You have a product. That product will sell for whatever the market is willing to pay for it. You put that product out on the shelf, and it sells out really quickly, because you had a good product, and you sold it really cheaply.

So you put out more of the product (possibly with a few changes), but you charge a little more. It still sells out. SO you keep increasing the price, until it doesn't sell out any more. This means you've found your price point - the price which people are willing to pay for your product. So you can reduce the price a little - you'll make less money, but you'll retain your reputation for having a sell-out product. Or you can keep the price up a bit, make a little more money, and lose the reputation.*

This is exactly what Splendour has done. The problem is, they only get to put their product out once a year. Most products you can change the price of any time, but these guys only get one chance per year to guess what the market is willing to pay.

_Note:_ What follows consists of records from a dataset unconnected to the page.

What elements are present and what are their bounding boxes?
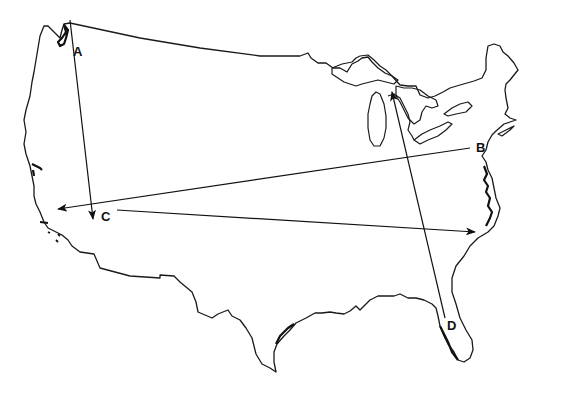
label-a: A — [73, 44, 83, 59]
arrow-labels: A B C D — [73, 44, 485, 333]
arrow-c — [117, 210, 475, 232]
lake-michigan — [368, 92, 386, 146]
us-outline-map: A B C D — [0, 0, 574, 399]
sf-bay — [32, 164, 42, 176]
gulf-coast-detail — [276, 324, 294, 344]
label-d: D — [447, 318, 456, 333]
lake-ontario — [444, 102, 472, 116]
arrow-d — [392, 92, 445, 318]
lake-erie — [414, 122, 452, 144]
lake-huron — [396, 86, 438, 124]
label-c: C — [101, 209, 111, 224]
label-b: B — [476, 140, 485, 155]
lake-superior — [332, 55, 398, 86]
michigan-peninsula — [388, 94, 414, 140]
arrow-b — [58, 148, 470, 209]
us-border-outline — [24, 23, 518, 372]
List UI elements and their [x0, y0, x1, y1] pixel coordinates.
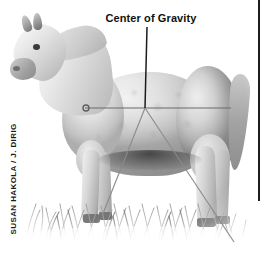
- horse-photograph: [0, 0, 250, 257]
- center-of-gravity-figure: Center of Gravity SUSAN HAKOLA / J. DIRI…: [0, 0, 266, 257]
- photo-vignette: [0, 0, 250, 257]
- photo-credit: SUSAN HAKOLA / J. DIRIG: [9, 115, 18, 235]
- right-vertical-rule: [258, 0, 260, 201]
- center-of-gravity-label: Center of Gravity: [101, 12, 201, 24]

So, it seems like this year they've found their price point. COngrats to them. Now it just remains to be seen what they'll do with that info - bring the price down a little, to get back their "sells-out-in-20-seconds" branding, or keep it where it is. My money is on keep it where it is, especially if it sells out by the date of the event.

* - if you were making a physical product, there'd be third option of just make as many of the product as you can afford to do, which has it's own risks when suddenly noone wants them any more, and you've got a warehouse full of them.

This.

If demand is greater than supply then obviously they're going to alter the price until demand = supply. That's how markets work.

People may have bitched about the price being too high last year, but they still bought enough tickets for it to sell out in a few hours, so obviously the price was going to go up again. I don't know why people are so appalled about it.